Description logics (DL) is a formalism for representing and reasoning about knowledge. OWL has three flavors, OWL Lite, OWL DL, and OWL Full. With our focus on OWL DL, because it is expressively powerful while still computationally feasible, some level of understanding of DL terminology is useful.
At a minimum, a DL representation consists of concepts and relationships between concepts. A concept is a set or grouping of individuals, also commonly called a class. The DL meaning of concept is very closely aligned with mathematical set theory--a concept is a set of similar things whose similarity is the criteria for set membership. Binary relationships between individuals are called roles or properties. Concepts and roles map quite naturally to a graphical representation as a network of nodes (concepts) and directed links between the nodes (roles or properties). A very important concept in DL is subsumption. A concept C is subsumed by a concept D if every instance of C is also an instance of D. This may also be expressed as concept C is a subclass of concept D. In set-theory terms, set C is a subset of set D. For example, the concept Dog is subsumed by the concept Animal--every dog is an animal. Some DL representations allow for attributes, which are simple characteristics of the individuals of a class. For example, Animals may be thought of as having the attribute Age, which is a number with an implicit unit.
The ability to represent relationships besides subsumption (i.e., roles) is an important characteristic of DL. These links between concepts can have value restrictions that express a limitation on either the types of objects that can fill the role or on the number of instances of that relationship which an instance of the concept may have. OWL DL permits number restrictions to express an exact required cardinality or to express minimum and/or maximum cardinality to constrain the number of values to a range.
A knowledge base may be thought of as consisting of two parts. The definition of concepts, roles, and subsumption hierarchies constitute the terminology of the knowledge base and is called the TBox. TBoxes may be thought of as having a lattice structure because of the inheritance implied by the subsumption relationships. TBox content is sometimes called intensional knowledge. The assertions about the individual things in the problem domain are called the ABox. For example, the assertion that "Lassie is a dog." is ABox content. ABox knowledge is sometimes called extensional.
The basic form of a TBox declaration is a definition of a concept in terms of other previously defined concepts. Definitions can be classified as:
DL terminologies usually make a set of assumptions which facilitate reasoning over the knowledge base.
When these assumptions are met, every defined concept can be expanded in a unique way into a complex expression containing only atomic concepts. An atomic concept is a primitive class or type which is not defined in terms of other concepts. An ABox assertion can assign an individual to an atomic concept. While DL research has invented and implemented representations which permit certain kinds of cycles, OWL DL appears to require that these conditions be met.
From these various OWL language elements may be used to construct other concepts and roles.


Every line from the line containing "Where is each" to the end of the data must appear in the answer exactly as it appears there, and nothing else.

[Start of Attachment]

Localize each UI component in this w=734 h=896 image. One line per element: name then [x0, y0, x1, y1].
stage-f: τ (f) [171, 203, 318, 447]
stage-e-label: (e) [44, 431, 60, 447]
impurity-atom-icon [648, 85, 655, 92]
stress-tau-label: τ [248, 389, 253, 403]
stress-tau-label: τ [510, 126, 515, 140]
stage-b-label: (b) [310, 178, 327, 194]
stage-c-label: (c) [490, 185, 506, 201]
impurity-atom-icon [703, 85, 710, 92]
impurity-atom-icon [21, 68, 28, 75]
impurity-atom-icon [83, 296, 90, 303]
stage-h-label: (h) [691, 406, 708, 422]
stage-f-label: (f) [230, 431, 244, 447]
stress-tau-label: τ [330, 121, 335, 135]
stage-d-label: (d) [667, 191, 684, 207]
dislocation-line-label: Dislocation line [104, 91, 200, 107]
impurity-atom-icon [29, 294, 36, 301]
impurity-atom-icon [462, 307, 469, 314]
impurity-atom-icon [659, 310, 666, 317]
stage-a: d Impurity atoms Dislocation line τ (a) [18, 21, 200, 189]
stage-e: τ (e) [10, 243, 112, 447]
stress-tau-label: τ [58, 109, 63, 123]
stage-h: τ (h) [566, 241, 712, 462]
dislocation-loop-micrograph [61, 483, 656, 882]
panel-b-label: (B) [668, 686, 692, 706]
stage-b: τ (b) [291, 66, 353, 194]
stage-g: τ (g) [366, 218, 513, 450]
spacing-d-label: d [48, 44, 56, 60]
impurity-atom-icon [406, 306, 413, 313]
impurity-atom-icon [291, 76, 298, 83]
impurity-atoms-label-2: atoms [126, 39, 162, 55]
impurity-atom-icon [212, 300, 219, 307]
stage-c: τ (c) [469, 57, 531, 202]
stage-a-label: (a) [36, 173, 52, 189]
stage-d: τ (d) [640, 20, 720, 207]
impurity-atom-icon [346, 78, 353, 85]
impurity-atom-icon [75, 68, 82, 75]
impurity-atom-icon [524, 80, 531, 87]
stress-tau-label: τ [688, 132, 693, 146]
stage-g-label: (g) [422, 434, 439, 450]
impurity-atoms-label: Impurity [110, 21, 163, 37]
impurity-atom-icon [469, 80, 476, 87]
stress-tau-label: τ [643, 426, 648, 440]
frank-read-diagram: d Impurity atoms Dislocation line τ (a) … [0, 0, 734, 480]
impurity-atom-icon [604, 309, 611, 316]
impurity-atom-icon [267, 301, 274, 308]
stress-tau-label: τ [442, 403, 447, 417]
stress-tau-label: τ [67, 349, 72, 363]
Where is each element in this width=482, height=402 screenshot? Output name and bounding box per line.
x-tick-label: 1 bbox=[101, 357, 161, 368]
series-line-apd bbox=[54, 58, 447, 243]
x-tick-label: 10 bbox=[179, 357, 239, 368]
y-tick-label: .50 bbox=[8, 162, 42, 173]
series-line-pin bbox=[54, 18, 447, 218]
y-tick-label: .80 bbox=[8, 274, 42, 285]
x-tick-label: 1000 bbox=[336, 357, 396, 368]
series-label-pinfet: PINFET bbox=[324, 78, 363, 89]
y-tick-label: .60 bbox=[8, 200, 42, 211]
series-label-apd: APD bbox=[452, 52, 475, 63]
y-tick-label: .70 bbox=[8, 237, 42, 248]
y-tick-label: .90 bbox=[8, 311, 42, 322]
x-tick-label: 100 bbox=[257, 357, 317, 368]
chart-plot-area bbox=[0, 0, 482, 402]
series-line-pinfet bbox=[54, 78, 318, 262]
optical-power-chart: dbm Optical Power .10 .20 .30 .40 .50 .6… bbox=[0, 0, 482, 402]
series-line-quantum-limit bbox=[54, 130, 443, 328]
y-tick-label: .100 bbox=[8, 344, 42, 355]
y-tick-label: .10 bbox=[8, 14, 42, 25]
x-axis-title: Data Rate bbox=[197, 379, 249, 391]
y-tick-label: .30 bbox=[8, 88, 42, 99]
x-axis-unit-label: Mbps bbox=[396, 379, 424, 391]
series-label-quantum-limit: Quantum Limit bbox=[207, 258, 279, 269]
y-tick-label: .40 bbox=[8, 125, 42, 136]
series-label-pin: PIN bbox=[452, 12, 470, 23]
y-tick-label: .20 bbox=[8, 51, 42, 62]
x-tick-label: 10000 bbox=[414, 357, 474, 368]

[End of Attachment]

▸ **EXERCISE OUTPUT**
Where is each element in this width=482, height=402 screenshot? Output name and bounding box per line.
x-tick-label: 1 bbox=[101, 357, 161, 368]
series-line-apd bbox=[54, 58, 447, 243]
x-tick-label: 10 bbox=[179, 357, 239, 368]
y-tick-label: .50 bbox=[8, 162, 42, 173]
series-line-pin bbox=[54, 18, 447, 218]
y-tick-label: .80 bbox=[8, 274, 42, 285]
x-tick-label: 1000 bbox=[336, 357, 396, 368]
series-label-pinfet: PINFET bbox=[324, 78, 363, 89]
y-tick-label: .60 bbox=[8, 200, 42, 211]
series-label-apd: APD bbox=[452, 52, 475, 63]
y-tick-label: .70 bbox=[8, 237, 42, 248]
y-tick-label: .90 bbox=[8, 311, 42, 322]
x-tick-label: 100 bbox=[257, 357, 317, 368]
chart-plot-area bbox=[0, 0, 482, 402]
series-line-pinfet bbox=[54, 78, 318, 262]
optical-power-chart: dbm Optical Power .10 .20 .30 .40 .50 .6… bbox=[0, 0, 482, 402]
series-line-quantum-limit bbox=[54, 130, 443, 328]
y-tick-label: .100 bbox=[8, 344, 42, 355]
y-tick-label: .10 bbox=[8, 14, 42, 25]
x-axis-title: Data Rate bbox=[197, 379, 249, 391]
y-tick-label: .30 bbox=[8, 88, 42, 99]
x-axis-unit-label: Mbps bbox=[396, 379, 424, 391]
series-label-quantum-limit: Quantum Limit bbox=[207, 258, 279, 269]
y-tick-label: .40 bbox=[8, 125, 42, 136]
series-label-pin: PIN bbox=[452, 12, 470, 23]
y-tick-label: .20 bbox=[8, 51, 42, 62]
x-tick-label: 10000 bbox=[414, 357, 474, 368]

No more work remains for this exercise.